Causes of duplicate content have various reasons in which most have technical nature. Duplicate content usually presents itself because of human error to notify the original page. Developers share some significant causes of duplicate content that includes:

  • Misunderstand the concept of URL due to a language barrier or database issue. Sometimes developers mix the URL and article ID concept that results in the appearance of duplicate content pages.
  • URL parameters used for tracking and sorting do not change the concept of the content. This issue goes for every parameter does not change the vital piece of content and mixes it with the same content on another page.
  • Some websites use your content without your consent and do not link to you. Search engines do not find the original piece and have to deal with another variation of the same piece. Popular sites have content scrappers, which makes the issue too big to handle.

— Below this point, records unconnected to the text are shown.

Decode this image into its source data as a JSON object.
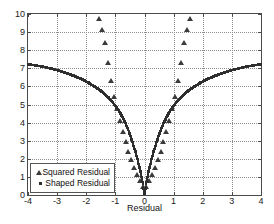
{
  "chart_data": {
    "type": "scatter",
    "title": "",
    "xlabel": "Residual",
    "ylabel": "",
    "xlim": [
      -4,
      4
    ],
    "ylim": [
      0,
      10
    ],
    "xticks": [
      -4,
      -3,
      -2,
      -1,
      0,
      1,
      2,
      3,
      4
    ],
    "xticklabels": [
      "-4",
      "-3",
      "-2",
      "-1",
      "0",
      "1",
      "2",
      "3",
      "4"
    ],
    "yticks": [
      0,
      1,
      2,
      3,
      4,
      5,
      6,
      7,
      8,
      9,
      10
    ],
    "yticklabels": [
      "0",
      "1",
      "2",
      "3",
      "4",
      "5",
      "6",
      "7",
      "8",
      "9",
      "10"
    ],
    "grid": true,
    "grid_style": "dotted",
    "legend_position": "lower left",
    "series": [
      {
        "name": "Squared Residual",
        "marker": "triangle",
        "color": "#3a3a3a",
        "x": [
          -1.55,
          -1.45,
          -1.35,
          -1.25,
          -1.15,
          -1.05,
          -0.95,
          -0.85,
          -0.75,
          -0.65,
          -0.55,
          -0.45,
          -0.35,
          -0.25,
          -0.15,
          -0.05,
          0.05,
          0.15,
          0.25,
          0.35,
          0.45,
          0.55,
          0.65,
          0.75,
          0.85,
          0.95,
          1.05,
          1.15,
          1.25,
          1.35,
          1.45,
          1.55
        ],
        "values": [
          9.7,
          9.1,
          8.4,
          7.3,
          6.3,
          5.4,
          4.75,
          4.1,
          3.5,
          2.95,
          2.4,
          1.95,
          1.5,
          1.1,
          0.75,
          0.45,
          0.45,
          0.75,
          1.1,
          1.5,
          1.95,
          2.4,
          2.95,
          3.5,
          4.1,
          4.75,
          5.4,
          6.3,
          7.3,
          8.4,
          9.1,
          9.7
        ]
      },
      {
        "name": "Shaped Residual",
        "marker": "dot",
        "color": "#2e2e2e",
        "x": [
          -4.0,
          -3.9,
          -3.8,
          -3.7,
          -3.6,
          -3.5,
          -3.4,
          -3.3,
          -3.2,
          -3.1,
          -3.0,
          -2.9,
          -2.8,
          -2.7,
          -2.6,
          -2.5,
          -2.4,
          -2.3,
          -2.2,
          -2.1,
          -2.0,
          -1.9,
          -1.8,
          -1.7,
          -1.6,
          -1.5,
          -1.4,
          -1.3,
          -1.2,
          -1.1,
          -1.0,
          -0.9,
          -0.8,
          -0.7,
          -0.6,
          -0.5,
          -0.4,
          -0.3,
          -0.2,
          -0.1,
          0.0,
          0.1,
          0.2,
          0.3,
          0.4,
          0.5,
          0.6,
          0.7,
          0.8,
          0.9,
          1.0,
          1.1,
          1.2,
          1.3,
          1.4,
          1.5,
          1.6,
          1.7,
          1.8,
          1.9,
          2.0,
          2.1,
          2.2,
          2.3,
          2.4,
          2.5,
          2.6,
          2.7,
          2.8,
          2.9,
          3.0,
          3.1,
          3.2,
          3.3,
          3.4,
          3.5,
          3.6,
          3.7,
          3.8,
          3.9,
          4.0
        ],
        "values": [
          7.22,
          7.2,
          7.18,
          7.15,
          7.12,
          7.09,
          7.06,
          7.02,
          6.98,
          6.94,
          6.9,
          6.85,
          6.8,
          6.75,
          6.69,
          6.63,
          6.57,
          6.5,
          6.43,
          6.35,
          6.27,
          6.18,
          6.08,
          5.98,
          5.87,
          5.75,
          5.62,
          5.47,
          5.31,
          5.13,
          4.93,
          4.7,
          4.43,
          4.12,
          3.76,
          3.34,
          2.86,
          2.32,
          1.72,
          1.0,
          0.05,
          1.0,
          1.72,
          2.32,
          2.86,
          3.34,
          3.76,
          4.12,
          4.43,
          4.7,
          4.93,
          5.13,
          5.31,
          5.47,
          5.62,
          5.75,
          5.87,
          5.98,
          6.08,
          6.18,
          6.27,
          6.35,
          6.43,
          6.5,
          6.57,
          6.63,
          6.69,
          6.75,
          6.8,
          6.85,
          6.9,
          6.94,
          6.98,
          7.02,
          7.06,
          7.09,
          7.12,
          7.15,
          7.18,
          7.2,
          7.22
        ]
      }
    ]
  },
  "legend": {
    "entries": [
      {
        "label": "Squared Residual",
        "marker": "triangle-icon"
      },
      {
        "label": "Shaped Residual",
        "marker": "square-dot-icon"
      }
    ]
  },
  "colors": {
    "axis": "#4a4a4a",
    "grid": "#8d8d8d",
    "text": "#111111",
    "background": "#ffffff",
    "squared_series": "#3a3a3a",
    "shaped_series": "#2e2e2e"
  }
}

Points to Handle Duplicate Content

  • Use 301 redirects in your .htaccess file to redirect users, Google bots, and crawlers to other pages
  • Keep internal linking constant to index first and become the owner of the content
  • Use top-level domain
  • try-specific content
  • If you allow syndication of your content, ensure that you receive a link back to your original copy
  • Avoid using lengthy copyright text on the bottom of your content
  • Understand the terms and conditions of the content management system for your website
  • Try to minimize duplicate content by merging pages with the same information

Final Word

The duplicate content has increased with each passing day as the influx and demand for information rise. The causes mentioned above are some of the major ones highlighted by Google and other authorities. Try to avoid duplicate content to keep away from penalties and de-ranking.